Lavasa, however, said he had no idea of the appointment. “I have no intimation regarding this,” he said according to ThePrint. “The decision will be taken by the bank.” The news website said this is the first time an election commissioner has received another appointment before the end of their term.

Lavasa was in line to become the next chief election commissioner when Sunil Arora retires from the post in April 2021. Arora, too, told The Print that he had no inkling of Lavasa’s appointment to the Asian Development Bank.

Lavasa has been at the centre of controversy since the Lok Sabha elections last year, when he offered a dissenting opinion to the clean chit the Election Commission gave Prime Minister Narendra Modi and Union Home Minister Amit Shah for allegedly violating the Model Code of Conduct.

The rift in the poll body became public after Lavasa wrote a letter saying he would stay away from the commissioners’ meetings since “minority decisions” were not being recorded.

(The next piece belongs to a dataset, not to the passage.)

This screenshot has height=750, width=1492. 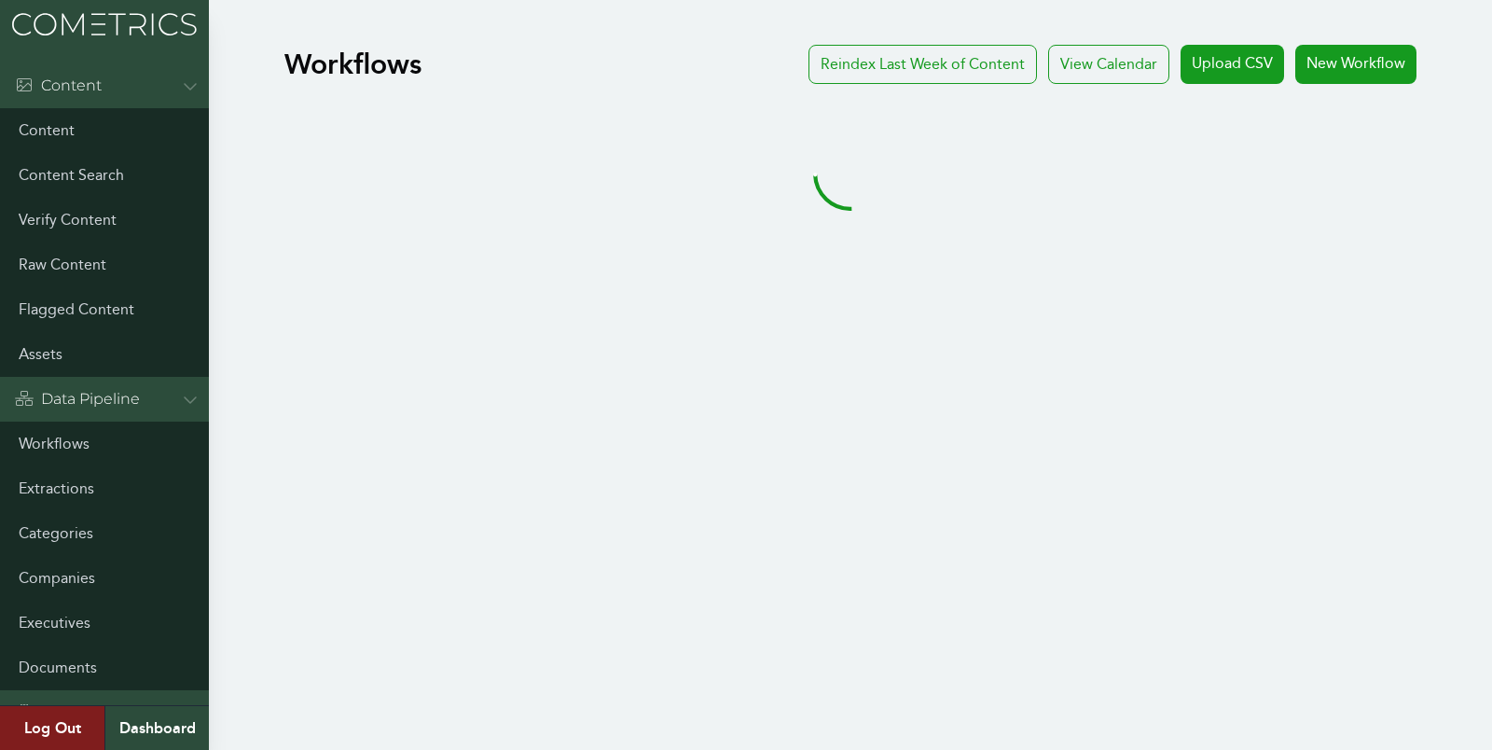 What do you see at coordinates (53, 713) in the screenshot?
I see `div: Admin` at bounding box center [53, 713].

Lavasa opposed five clearances that the poll panel gave to Modi and Shah. The commission cleared Modi in six such cases, but Lavasa’s dissent was reportedly not noted in the poll panel’s orders.

In February, the Income Tax Department accused members of Lavasa’s family of using unaccounted cash to get a house built in Gurugram and of having cash deposits worth nearly Rs 5 lakh in bank accounts after demonetisation. In September last year, the tax department issued notices to Lavasa’s wife, son and sister.